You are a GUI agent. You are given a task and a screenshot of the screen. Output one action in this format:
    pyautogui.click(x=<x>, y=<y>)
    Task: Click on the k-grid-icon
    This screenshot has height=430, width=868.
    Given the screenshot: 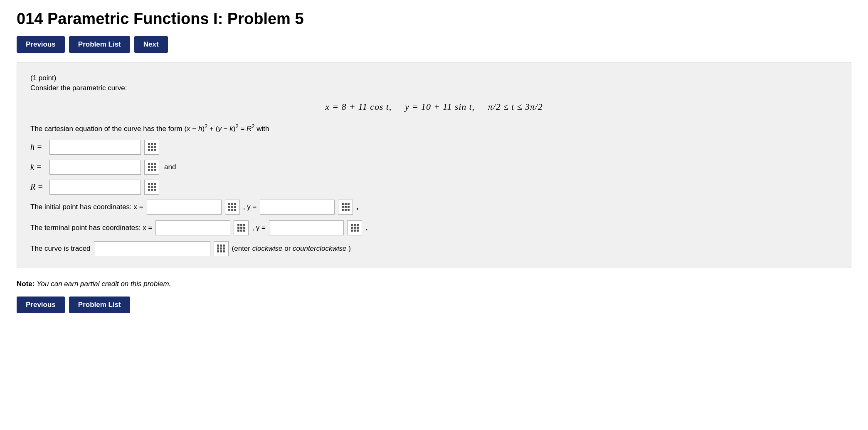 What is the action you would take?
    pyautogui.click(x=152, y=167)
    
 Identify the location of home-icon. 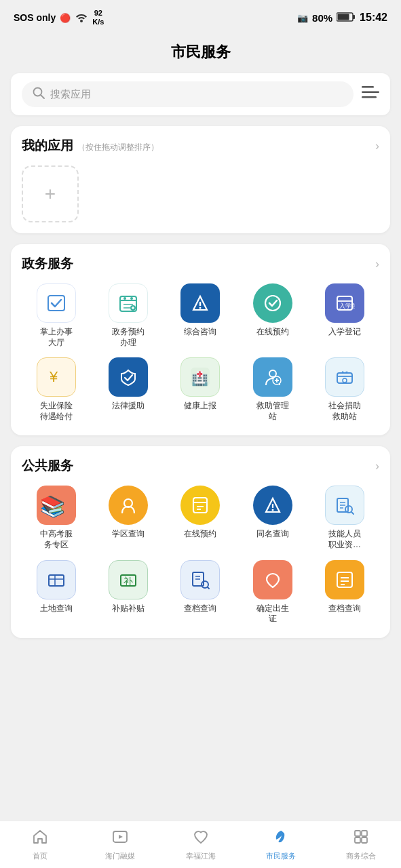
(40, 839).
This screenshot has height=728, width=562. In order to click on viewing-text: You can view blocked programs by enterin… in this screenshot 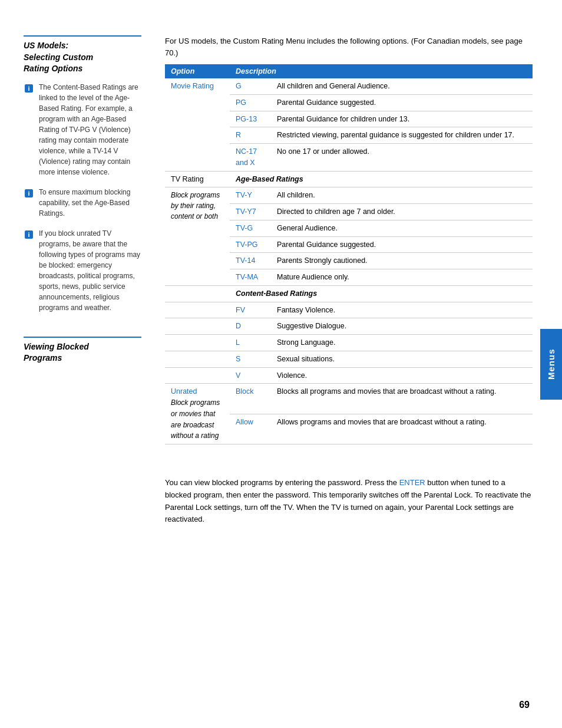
◇ ◇ ◇ ◇ ◇
:: ACTIVITY ::
Please transcribe the data exactly from its first line. End with the line that contains "This screenshot has height=430, width=868.".

:: REPLY TO THE EXERCISE ::
You are a GUI agent. You are given a task and a screenshot of the screen. Output one action in this format:
    pyautogui.click(x=<x>, y=<y>)
    Task: Click on the k-grid-icon
    This screenshot has height=430, width=868.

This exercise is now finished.